News

Gallery Updating

In progress, everything is ALWAYS in progress.

FOXRIVER will be back in full swing this Feb. 

Coming Soon! (Jamie Chan is up first)

on hiatus

FOXRIVER is currently on Hiatus Status.  Will be back in the running July 2011.  Any Question regarding future plan please email us at fox.river.space@gmail.com

Have a good winter, everyone!

Into Eternity

See the interview with director Michael Madsen about his new documentary Into Eternity, which is about the world’s first permanent nuclear waste repository, Onkalo.  Check out the beautiful trailer here.  

The article is via Friend of Pleistocene, “a research and communication design organization. We are dedicated to exploring the conjuncture between landscape and contemporary human activity at sites shaped by the geologic epoch of the Pleistocene”

Nuclear waste, human presence, geological excavation, time, machines…what more can you ask for?


Mike Mignola!

There is a nice article about Mike Mignola and his works, which includes HellboyB.P.R.D., and Abe Sapien.  From Bldgblog:

The buildings, terrains, and spaces Mignola’s plots take place within are equally extraordinary: there are remote, factory-like castles north of the Arctic Circle, wired floor-to-ceiling with arcane laboratory equipment; maritime plagues and New England shipwrecks; intelligent geological formations in space, larger than planets, signaling down to Army radar stations at the end of World War II; abandoned mines and ruined churches; Mayan fragments mounted on the luxurious, candlelit walls of Alpine mansions; Nazi conspiracies and fallen astronauts; derelict Victorian houses wrapped in fog on the coastal moor. 

In the interview Mignola talks about Goth architecture, ruins, and the process of drawing.  via bldgblog

Do you know about the famous Beale ciphers? Me neither.  But apparently it is pretty famous is the code-treasure-hunting-mystery circle.  According to wikipedia, the three ciphertexts originates from an 1885 pamphlet detailing treasure being buried by a man named Thomas Jefferson Beale in a secret location in Bedford County, Virginia, in 1820. Beale intrusted the ciphers to an inn keeper in the near by town, then never seen again.  

The short film by Andrew Allen showcase a beautiful way of animation as well as secret hidden message for the viewers.  From the official website:

Using pioneering animation techniques to create a look never seen on film before, this 10-minute award-winning film tells the true legend of history’s most challenging cipher. Professor White, cryptographer extraordinaire, is on the trail of the notoriously uncrackable Thomas Beale cipher—a century-old riddle hiding the location of a fortune in gold that has tormented its pursuers since inception. But White is not alone—shadowy forces are tight on his tail.

The film contains 16 hidden messages that hold clues to the characters’ secrets. Eight are fairly easy and require only a close eye. Six are moderately difficult using various encryption methods. Two are extremely difficult and will require a genius mind to decrypt.

Check out the short film and see if you could find clues needed to solve the riddle.  Who knows, you might just find the 65 million dollar treasure.

FOXRIVER is proud to present The Oriental Tendency to High Literary Color and Ornament, a new exhibit by Joshua Miller from San Diego, USA.  Please come by to see his brilliant “sculptural paintings”.  He is showing large sculptures in San Diego later in Feb.  More on that later.

the opening reception is at 1 30pm on Wednesday Jan 26, 2011.

This is going to be the last show for FOXRIVER for a while.  There is a long hiatus. More update on that later.  

(Source: not-seriously)

Go see Gallery for documentation of Group Painting Show that took place in FOXRIVER last october.  Goodtimes.  

icelandicbutterflies:

doing some sketches for our valentines day caramels…

A page from Yuichi Yokoyama’s Travel book.

A page from Yuichi Yokoyama’s Travel book.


*Exercise directions:* Type out all the records word for word. Any pictures are to be left out.

*Records for processing:*
──────────────────────────────

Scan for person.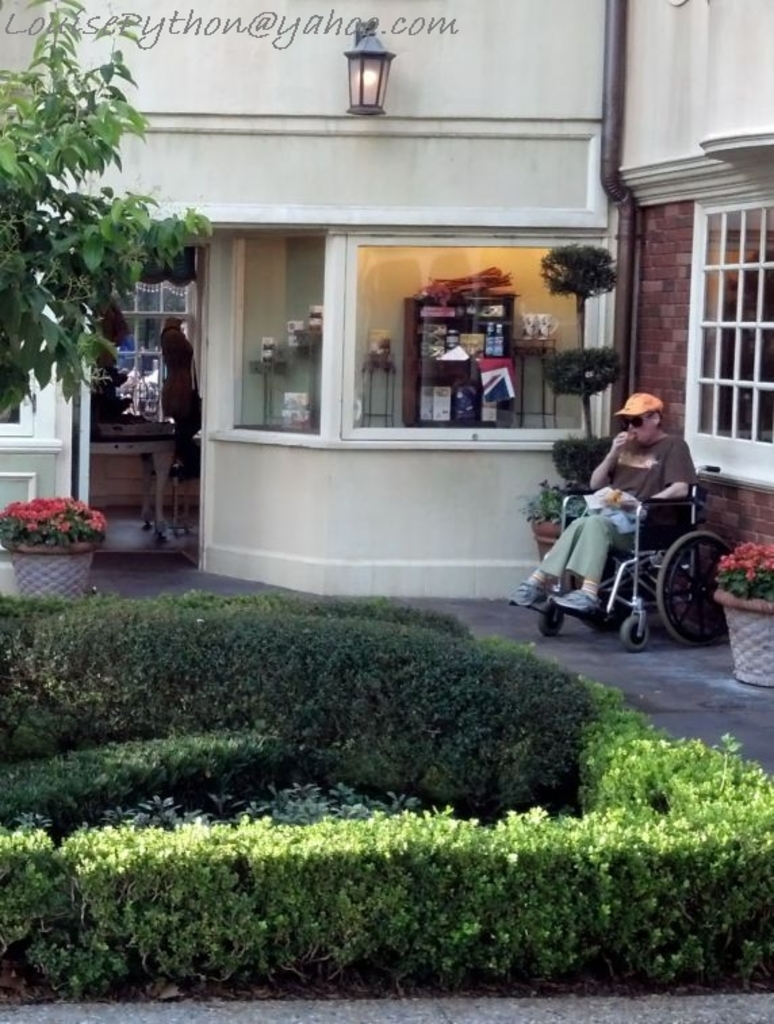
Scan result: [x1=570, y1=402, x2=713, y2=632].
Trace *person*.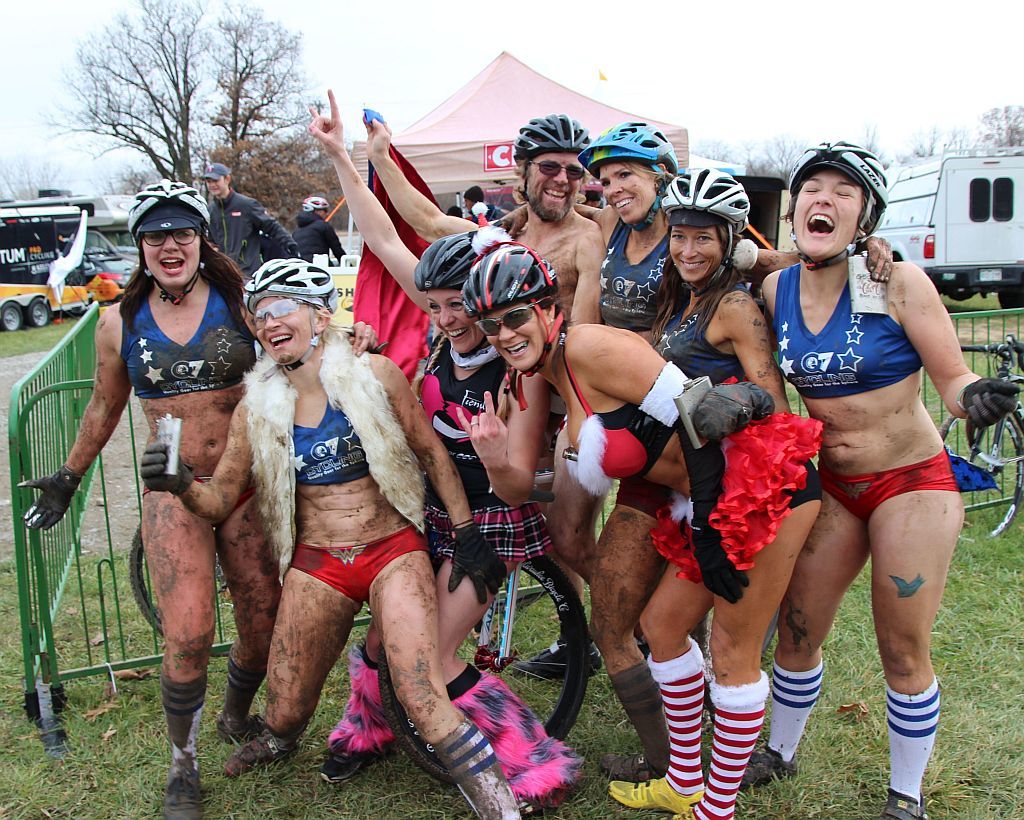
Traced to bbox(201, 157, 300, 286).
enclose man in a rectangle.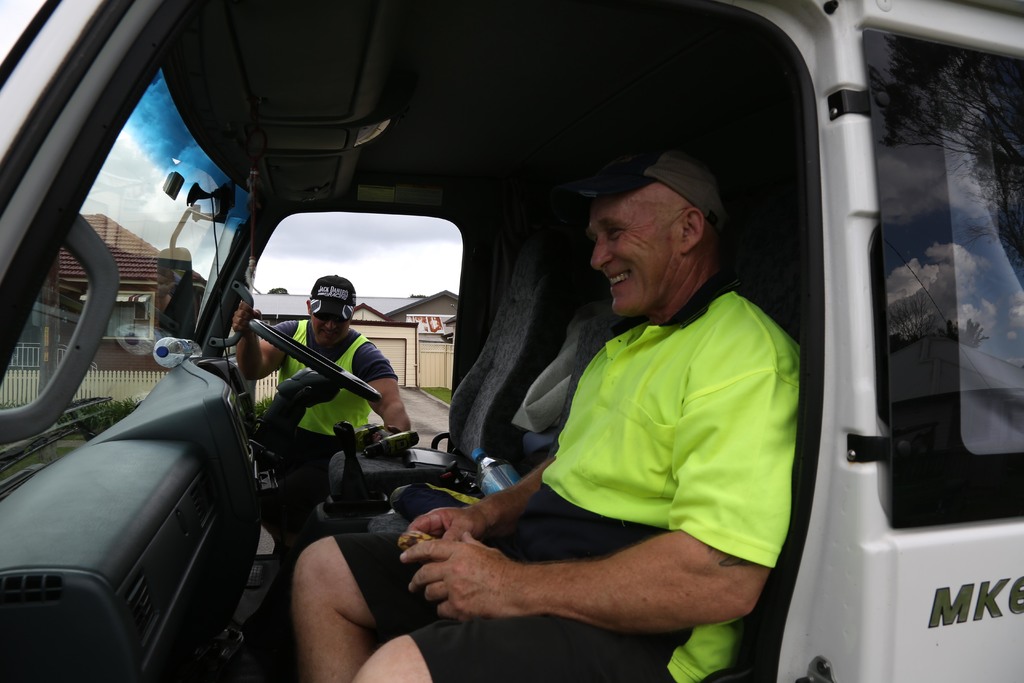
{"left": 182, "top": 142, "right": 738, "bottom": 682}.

──────────────────────────────

*Answer section:*
Scan for person.
Scan result: [x1=570, y1=402, x2=713, y2=632].
Trace *person*.
Traced to bbox(201, 157, 300, 286).
enclose man in a rectangle.
{"left": 182, "top": 142, "right": 738, "bottom": 682}.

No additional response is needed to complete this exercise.